The Bear Has Awoken from it's Hibernation. Welcome Back, Bear. We missed you

1 ( +2 / -1 )

Wait, she wrote

Not to conquer it (for now)

As Russia would want to conquer whole Ukraine, another piece of USA propaganda, did you forgot that at same moment Janukovic was forced to leave Ukraine, oposition bands started to demolish all the traces of Soviet Union and Russia in Ukraine ? http://www.washingtonpost.com/blogs/worldviews/wp/2014/02/25/ukrainians-keep-pulling-down-soviet-statues-now-russia-is-getting-angry/

And they abolished language law that gave regions in Ukraine with more than 10% of population minorities, to have their language as officially second one , and that decision even angered Bulgaria http://news.yahoo.com/bulgaria-slams-ukraine-regional-language-ban-155546468.html

This is all the work of neo-Nazi oposition leaders who want clean Ukraine ,http://www.counterpunch.org/2014/02/27/the-neo-nazis-of-ukraine/ , http://america.aljazeera.com/opinions/2014/2/ukraine-nationalistantisemitismneonaziviolence.html

And now, when Russia deployed their forces, now Ukranian oppositions act as angels ?

-1 ( +3 / -4 )

This "insightful" piece misses the MOST important ingredient in not only the coming Ukrainian conflict, but precisely WHY Obama was NOT allowed to go to war with Syria.

GASPROM

The Russian version of the energy industrial complex. They pull the strings over there just like they pull the strings over here.
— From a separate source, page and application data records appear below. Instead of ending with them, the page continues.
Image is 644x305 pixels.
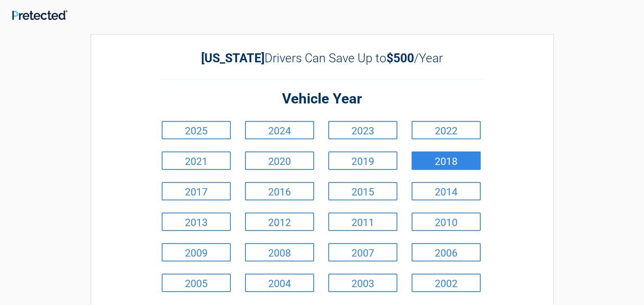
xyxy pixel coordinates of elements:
a: 2008 [245,243,314,261]
a: 2011 [328,212,398,231]
a: 2019 [328,151,398,170]
a: 2023 [328,121,398,139]
a: 2010 [412,212,481,231]
a: 2025 [162,121,231,139]
a: 2005 [162,273,231,292]
a: 2003 [328,273,398,292]
a: 2020 [245,151,314,170]
a: 2013 [162,212,231,231]
a: 2021 [162,151,231,170]
a: 2007 [328,243,398,261]
a: 2012 [245,212,314,231]
b: $500 [387,51,414,65]
a: 2002 [412,273,481,292]
img: Main Logo [12,10,67,20]
b: [US_STATE] [201,51,265,65]
a: 2004 [245,273,314,292]
a: 2009 [162,243,231,261]
h2: Drivers Can Save Up to /Year [160,51,485,65]
a: 2022 [412,121,481,139]
a: 2006 [412,243,481,261]
a: 2017 [162,182,231,200]
a: 2015 [328,182,398,200]
a: 2018 [412,151,481,170]
a: 2014 [412,182,481,200]
a: 2024 [245,121,314,139]
h2: Vehicle Year [160,89,485,109]
a: 2016 [245,182,314,200]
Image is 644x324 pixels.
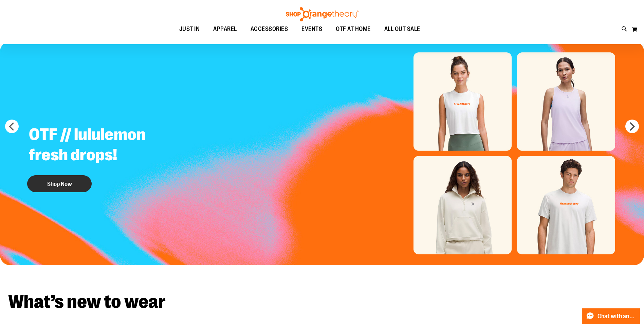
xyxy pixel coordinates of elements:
[384,22,421,37] span: ALL OUT SALE
[251,22,288,37] span: ACCESSORIES
[213,22,237,37] span: APPAREL
[206,22,244,37] a: APPAREL
[8,292,636,311] h2: What’s new to wear
[301,22,322,37] span: EVENTS
[598,313,636,320] span: Chat with an Expert
[5,119,18,133] button: prev
[27,175,91,192] button: Shop Now
[173,22,207,37] a: JUST IN
[244,22,295,37] a: ACCESSORIES
[23,119,192,172] h2: OTF // lululemon fresh drops!
[295,22,329,37] a: EVENTS
[582,308,640,324] button: Chat with an Expert
[23,119,192,195] a: OTF // lululemon fresh drops! Shop Now
[336,22,371,37] span: OTF AT HOME
[180,22,200,37] span: JUST IN
[285,7,360,22] img: Shop Orangetheory
[329,22,378,37] a: OTF AT HOME
[378,22,427,37] a: ALL OUT SALE
[626,119,639,133] button: next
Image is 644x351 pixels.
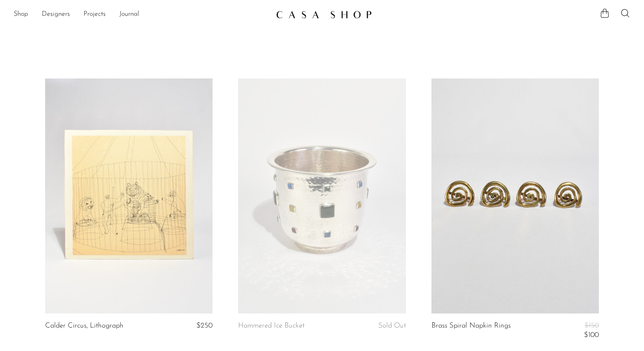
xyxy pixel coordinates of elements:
[584,322,599,329] span: $150
[378,322,406,329] span: Sold Out
[196,322,212,329] span: $250
[14,7,269,22] ul: NEW HEADER MENU
[431,322,510,339] a: Brass Spiral Napkin Rings
[119,9,139,20] a: Journal
[42,9,70,20] a: Designers
[238,322,304,330] a: Hammered Ice Bucket
[14,9,28,20] a: Shop
[14,7,269,22] nav: Desktop navigation
[584,331,599,339] span: $100
[84,9,106,20] a: Projects
[45,322,124,330] a: Calder Circus, Lithograph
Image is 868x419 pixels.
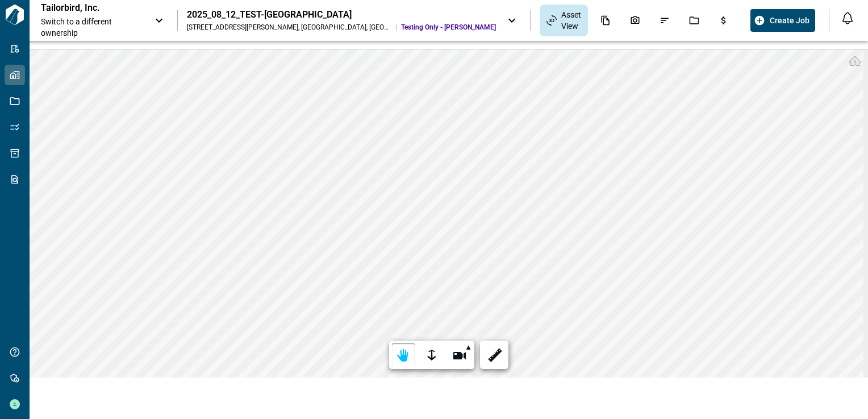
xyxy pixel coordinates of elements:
[682,11,706,30] div: Jobs
[741,11,765,30] div: Takeoff Center
[401,23,496,32] span: Testing Only - [PERSON_NAME]
[594,11,618,30] div: Documents
[838,9,856,27] button: Open notification feed
[750,9,815,32] button: Create Job
[653,11,676,30] div: Issues & Info
[769,15,809,26] span: Create Job
[540,5,588,36] div: Asset View
[41,2,143,13] p: Tailorbird, Inc.
[561,9,581,32] span: Asset View
[187,23,391,32] div: [STREET_ADDRESS][PERSON_NAME] , [GEOGRAPHIC_DATA] , [GEOGRAPHIC_DATA]
[623,11,647,30] div: Photos
[711,11,735,30] div: Budgets
[41,16,143,39] span: Switch to a different ownership
[187,9,496,21] div: 2025_08_12_TEST-[GEOGRAPHIC_DATA]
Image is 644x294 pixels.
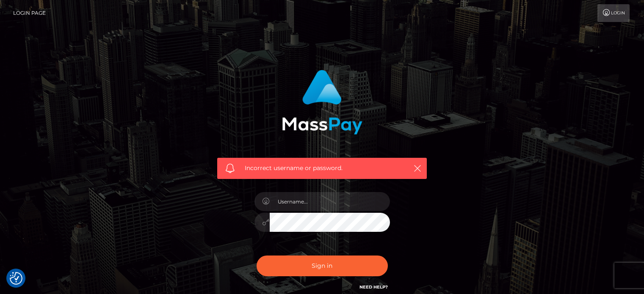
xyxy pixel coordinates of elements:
[10,272,23,285] button: Consent Preferences
[256,255,388,276] button: Sign in
[13,4,46,22] a: Login Page
[10,272,23,285] img: Revisit consent button
[245,164,399,172] span: Incorrect username or password.
[282,70,362,135] img: MassPay Login
[269,192,390,211] input: Username...
[597,4,630,22] a: Login
[359,284,388,289] a: Need Help?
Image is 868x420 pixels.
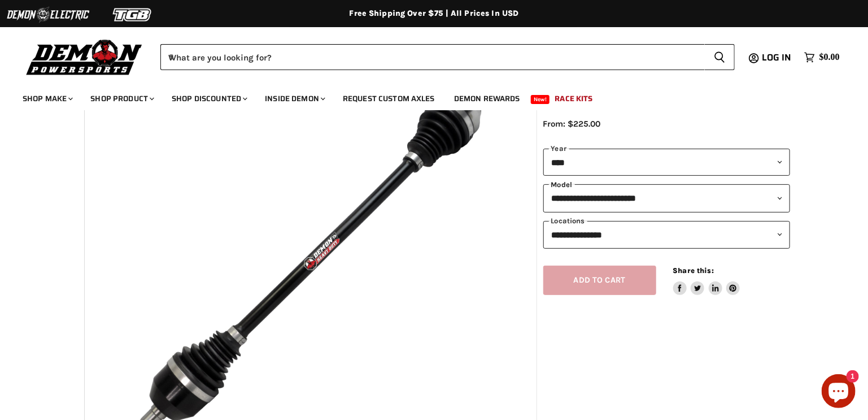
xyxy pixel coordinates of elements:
select: year [543,149,790,176]
a: Inside Demon [256,87,332,110]
a: Shop Make [14,87,79,110]
form: Product [161,44,735,70]
img: Demon Electric Logo 2 [6,4,91,26]
ul: Main menu [14,82,837,110]
img: TGB Logo 2 [91,4,175,26]
a: Demon Rewards [445,87,529,110]
input: When autocomplete results are available use up and down arrows to review and enter to select [161,44,704,70]
a: Race Kits [547,87,601,110]
span: From: $225.00 [543,118,600,129]
select: keys [543,220,790,249]
button: Search [704,44,735,70]
inbox-online-store-chat: Shopify online store chat [818,374,859,411]
select: modal-name [543,184,790,212]
a: $0.00 [798,49,845,65]
span: $0.00 [819,52,840,62]
img: Demon Powersports [23,37,147,77]
a: Shop Product [82,87,161,110]
a: Log in [756,53,798,62]
a: Request Custom Axles [334,87,443,110]
a: Shop Discounted [164,87,254,110]
span: New! [530,95,549,104]
aside: Share this: [673,266,740,295]
span: Log in [761,50,791,64]
span: Share this: [673,266,714,274]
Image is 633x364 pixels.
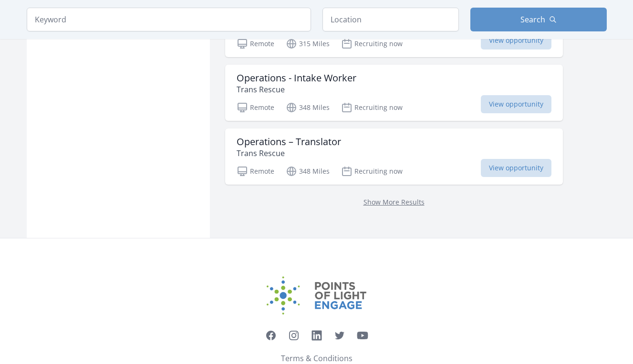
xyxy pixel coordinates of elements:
[237,102,274,113] p: Remote
[363,197,425,207] a: Show More Results
[341,38,403,50] p: Recruiting now
[341,166,403,177] p: Recruiting now
[237,136,341,148] h3: Operations – Translator
[521,13,545,25] span: Search
[27,8,311,32] input: Keyword
[237,38,274,50] p: Remote
[470,8,607,32] button: Search
[237,166,274,177] p: Remote
[237,148,341,159] p: Trans Rescue
[341,102,403,113] p: Recruiting now
[322,8,458,32] input: Location
[481,32,551,50] span: View opportunity
[286,166,330,177] p: 348 Miles
[225,65,563,121] a: Operations - Intake Worker Trans Rescue Remote 348 Miles Recruiting now View opportunity
[267,277,366,315] img: Points of Light Engage
[286,38,330,50] p: 315 Miles
[481,159,551,177] span: View opportunity
[225,128,563,185] a: Operations – Translator Trans Rescue Remote 348 Miles Recruiting now View opportunity
[481,95,551,113] span: View opportunity
[286,102,330,113] p: 348 Miles
[237,84,356,95] p: Trans Rescue
[281,353,353,364] a: Terms & Conditions
[237,73,356,84] h3: Operations - Intake Worker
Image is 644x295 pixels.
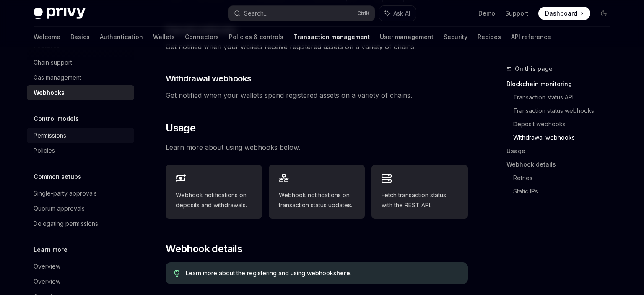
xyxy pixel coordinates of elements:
span: On this page [515,64,552,74]
svg: Tip [173,270,179,277]
a: Usage [506,144,617,158]
div: Gas management [33,73,81,82]
div: Chain support [33,58,73,68]
img: dark logo [33,8,85,20]
button: Toggle dark mode [597,7,610,21]
a: Security [443,26,468,47]
a: Quorum approvals [26,201,134,216]
a: Static IPs [513,184,617,198]
a: Single-party approvals [26,185,134,201]
span: Ask AI [393,9,410,18]
a: Overview [26,273,134,289]
a: User management [379,26,433,47]
a: Webhook notifications on deposits and withdrawals. [166,165,262,219]
a: Recipes [477,26,501,47]
a: Webhook details [506,158,617,171]
a: Authentication [100,26,143,47]
a: Policies [26,143,134,158]
h5: Common setups [33,172,81,181]
a: Demo [478,9,495,18]
div: Quorum approvals [33,203,84,214]
span: Webhook details [166,242,242,255]
h5: Learn more [33,244,68,254]
span: Webhook notifications on transaction status updates. [278,190,355,210]
div: Search... [244,9,268,19]
a: Support [505,9,528,18]
span: Withdrawal webhooks [166,73,252,84]
a: Chain support [26,55,134,70]
a: Gas management [26,70,134,85]
a: here [336,269,350,276]
span: Learn more about the registering and using webhooks . [185,269,460,277]
button: Search...CtrlK [228,6,374,21]
a: Transaction management [293,26,370,47]
a: API reference [511,26,551,47]
a: Dashboard [538,7,590,21]
h5: Control models [33,114,78,123]
a: Webhook notifications on transaction status updates. [269,165,365,219]
div: Webhooks [33,87,65,98]
span: Usage [166,122,195,134]
div: Overview [33,276,61,286]
div: Overview [33,261,61,271]
a: Basics [71,26,89,47]
a: Transaction status webhooks [513,104,617,118]
div: Single-party approvals [33,188,97,198]
a: Overview [26,259,134,273]
span: Get notified when your wallets spend registered assets on a variety of chains. [166,89,468,101]
a: Connectors [185,26,219,47]
a: Withdrawal webhooks [513,130,617,144]
a: Deposit webhooks [513,118,617,130]
span: Dashboard [545,9,577,18]
a: Permissions [26,127,134,143]
div: Policies [33,145,55,156]
a: Fetch transaction status with the REST API. [372,165,468,219]
a: Policies & controls [228,26,283,47]
a: Wallets [153,26,174,47]
span: Webhook notifications on deposits and withdrawals. [175,190,252,210]
a: Delegating permissions [26,216,134,231]
a: Webhooks [26,85,134,100]
div: Delegating permissions [33,219,98,228]
div: Permissions [33,130,67,140]
a: Transaction status API [513,90,617,104]
a: Retries [513,171,617,184]
a: Blockchain monitoring [506,77,617,90]
a: Welcome [33,26,61,47]
span: Ctrl K [357,10,370,17]
button: Ask AI [378,6,416,21]
span: Fetch transaction status with the REST API. [381,190,458,210]
span: Learn more about using webhooks below. [166,141,468,153]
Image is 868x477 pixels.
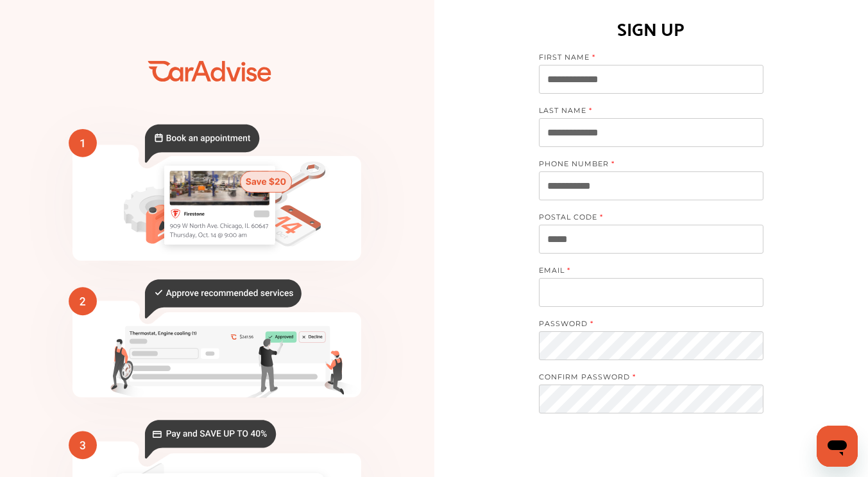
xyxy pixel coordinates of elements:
label: PHONE NUMBER [539,159,751,172]
label: EMAIL [539,266,751,278]
label: FIRST NAME [539,53,751,65]
label: POSTAL CODE [539,212,751,224]
label: LAST NAME [539,106,751,118]
label: CONFIRM PASSWORD [539,372,751,385]
label: PASSWORD [539,319,751,331]
h1: SIGN UP [617,12,685,43]
iframe: Button to launch messaging window [817,426,858,466]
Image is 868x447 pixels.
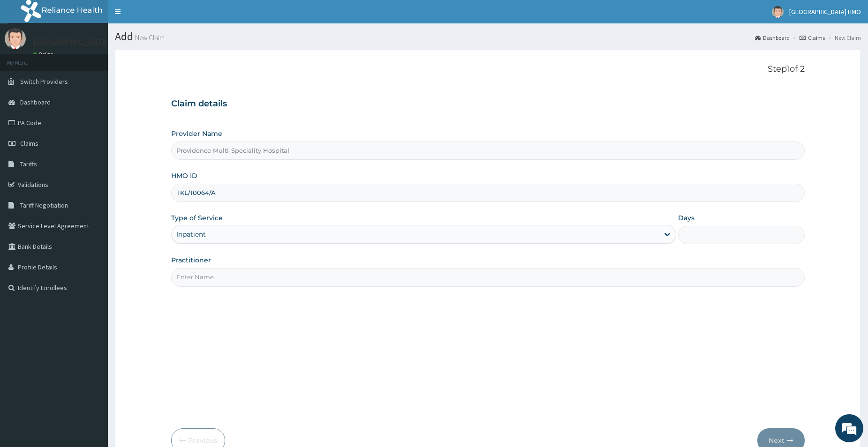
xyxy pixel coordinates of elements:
label: HMO ID [171,171,198,181]
span: [GEOGRAPHIC_DATA] HMO [789,8,861,16]
input: Enter HMO ID [171,184,804,202]
label: Practitioner [171,255,211,264]
a: Online [33,51,56,58]
span: Claims [20,139,39,148]
label: Provider Name [171,129,223,138]
li: New Claim [825,34,861,42]
img: User Image [772,6,783,18]
div: Inpatient [176,229,206,239]
label: Days [678,214,694,223]
span: Tariff Negotiation [20,201,68,210]
p: Step 1 of 2 [171,65,804,74]
h1: Add [115,31,861,43]
h3: Claim details [171,99,804,109]
small: New Claim [133,34,165,41]
span: Tariffs [20,160,37,168]
span: Switch Providers [20,77,68,85]
a: Dashboard [755,34,789,42]
a: Claims [799,34,824,42]
span: Dashboard [20,98,51,106]
label: Type of Service [171,214,223,223]
p: [GEOGRAPHIC_DATA] HMO [33,38,129,47]
img: User Image [5,28,26,50]
input: Enter Name [171,268,804,286]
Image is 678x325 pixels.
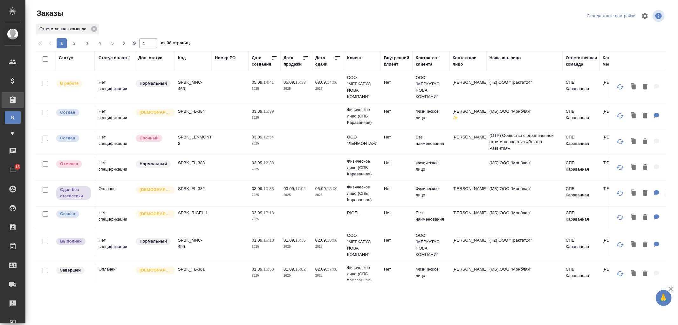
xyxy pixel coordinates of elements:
div: Ответственная команда [566,55,598,67]
p: 01.09, [284,267,295,271]
p: 10:00 [327,238,338,242]
span: Настроить таблицу [638,8,653,24]
p: 03.09, [284,186,295,191]
button: 2 [69,38,80,48]
td: [PERSON_NAME] [450,76,487,98]
td: Нет спецификации [95,105,135,127]
button: Клонировать [628,187,640,200]
td: СПБ Караванная [563,105,600,127]
td: (МБ) ООО "Монблан" [487,105,563,127]
p: 03.09, [252,160,264,165]
p: SPBK_MNC-460 [178,79,209,92]
p: 05.09, [316,186,327,191]
div: Выставляется автоматически при создании заказа [56,210,92,218]
td: [PERSON_NAME] [600,263,637,285]
p: Нет [384,160,410,166]
p: Сдан без статистики [60,186,87,199]
p: 2025 [284,243,309,250]
div: Ответственная команда [36,24,99,34]
td: Нет спецификации [95,234,135,256]
button: Обновить [613,266,628,281]
p: 2025 [252,192,277,198]
button: Обновить [613,108,628,123]
button: 4 [95,38,105,48]
button: Удалить [640,238,651,251]
p: Выполнен [60,238,82,244]
button: 3 [82,38,92,48]
button: Обновить [613,134,628,149]
p: [DEMOGRAPHIC_DATA] [140,267,171,273]
p: 14:41 [264,80,274,85]
td: [PERSON_NAME] [600,156,637,179]
td: (МБ) ООО "Монблан" [487,263,563,285]
p: Нормальный [140,80,167,87]
div: Выставляется автоматически для первых 3 заказов нового контактного лица. Особое внимание [135,266,172,274]
p: 10:33 [264,186,274,191]
p: Нормальный [140,161,167,167]
p: SPBK_RIGEL-1 [178,210,209,216]
span: Посмотреть информацию [653,10,666,22]
p: 03.09, [252,109,264,114]
p: Завершен [60,267,81,273]
p: SPBK_FL-382 [178,185,209,192]
p: Без наименования [416,134,447,147]
td: СПБ Караванная [563,182,600,205]
td: Оплачен [95,182,135,205]
p: ООО "МЕРКАТУС НОВА КОМПАНИ" [347,74,378,100]
p: 02.09, [252,210,264,215]
td: (МБ) ООО "Монблан" [487,156,563,179]
p: [DEMOGRAPHIC_DATA] [140,109,171,115]
button: Клонировать [628,267,640,280]
p: Нет [384,237,410,243]
p: Срочный [140,135,159,141]
p: 2025 [316,86,341,92]
p: 01.09, [252,267,264,271]
p: 12:54 [264,135,274,139]
p: 15:00 [327,186,338,191]
p: Без наименования [416,210,447,222]
p: 2025 [284,192,309,198]
p: Нормальный [140,238,167,244]
p: 08.09, [316,80,327,85]
div: Контрагент клиента [416,55,447,67]
div: Выставляется автоматически для первых 3 заказов нового контактного лица. Особое внимание [135,185,172,194]
button: Обновить [613,79,628,94]
div: Статус по умолчанию для стандартных заказов [135,160,172,168]
p: 02.09, [316,267,327,271]
p: Физическое лицо (СПБ Караванная) [347,184,378,203]
button: Клонировать [628,80,640,94]
td: (Т2) ООО "Трактат24" [487,76,563,98]
p: Нет [384,108,410,114]
span: В [8,114,17,121]
p: 16:36 [295,238,306,242]
p: 2025 [316,192,341,198]
div: Дата создания [252,55,271,67]
p: Создан [60,109,75,115]
td: Оплачен [95,263,135,285]
p: 2025 [252,86,277,92]
p: ООО "МЕРКАТУС НОВА КОМПАНИ" [416,232,447,258]
span: 4 [95,40,105,46]
a: 13 [2,162,24,178]
p: 12:38 [264,160,274,165]
button: 5 [107,38,118,48]
p: [DEMOGRAPHIC_DATA] [140,211,171,217]
p: 16:02 [295,267,306,271]
p: Отменен [60,161,78,167]
p: 2025 [284,86,309,92]
td: [PERSON_NAME] [450,182,487,205]
div: Клиентские менеджеры [603,55,634,67]
div: Выставляется автоматически при создании заказа [56,134,92,142]
a: Ф [5,127,21,140]
p: 05.09, [284,80,295,85]
p: Физическое лицо [416,108,447,121]
div: Дата сдачи [316,55,335,67]
td: [PERSON_NAME] [450,131,487,153]
div: Статус оплаты [99,55,130,61]
td: (Т2) ООО "Трактат24" [487,234,563,256]
td: [PERSON_NAME] [450,234,487,256]
div: Номер PO [215,55,236,61]
td: [PERSON_NAME] [450,206,487,229]
p: 2025 [316,243,341,250]
p: Ответственная команда [39,26,89,32]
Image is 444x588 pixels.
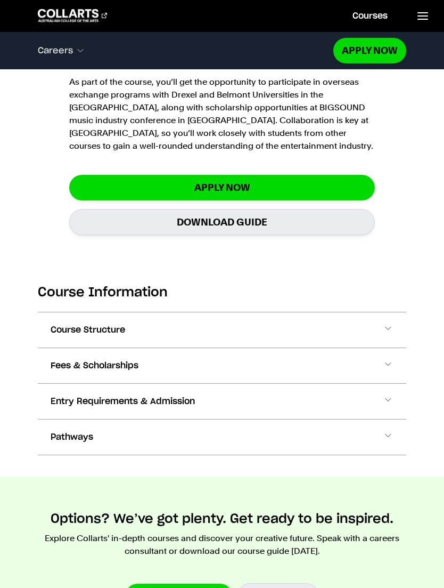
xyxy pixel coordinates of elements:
a: Download Guide [69,209,376,235]
div: Go to homepage [38,9,107,22]
span: Pathways [51,431,93,443]
span: Fees & Scholarships [51,359,139,372]
button: Pathways [38,419,407,455]
h2: Course Information [38,284,407,301]
p: As part of the course, you’ll get the opportunity to participate in overseas exchange programs wi... [69,63,376,152]
h2: Options? We’ve got plenty. Get ready to be inspired. [51,511,394,528]
span: Entry Requirements & Admission [51,395,195,408]
button: Course Structure [38,312,407,347]
a: Apply Now [69,175,376,200]
a: Apply Now [334,38,407,63]
span: Course Structure [51,323,125,336]
p: Explore Collarts' in-depth courses and discover your creative future. Speak with a careers consul... [38,532,407,557]
button: Entry Requirements & Admission [38,384,407,419]
button: Fees & Scholarships [38,348,407,383]
button: Careers [38,39,334,62]
span: Careers [38,46,73,55]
Strangely, this has been pointed out in many other pieces, but this piece is much closer to the government controlled, main stream version. Edgy enough to be "insightful" but still in line with the MSM directive.

0 ( +2 / -2 )

Outstanding piece. Maybe the best I've read on JT in some time. Gave an "insider's" perspective of Russia and Puin's actions of late, which has been sorely missing from the U.S. coverage.

1 ( +5 / -4 )

Good heavens someone needs a dose of prunes.

Why the obsession with Council on Foreign Relations, pal?

As to the article, it is insightful and well written. It's a shame her grandfather isn't around to watch her; he'd be arrogantly resentful, but proud.

4 ( +6 / -2 )

Oh..Nina. Your great-grandfather is turning in his grave. There are a lot of facts and hypotheticals you have wrong, it reads like a New York Times piece. The bio above forgot to mention that you're a member of the Council on Foreign Relations.

Obama's indiscriminate jailing of those who speak out against the D. C. control, his clamping down on any remnants of free press in the U. S. and his promotion of a dictatorship of order over transparent laws are declared necessary given the grandiosity of his agenda.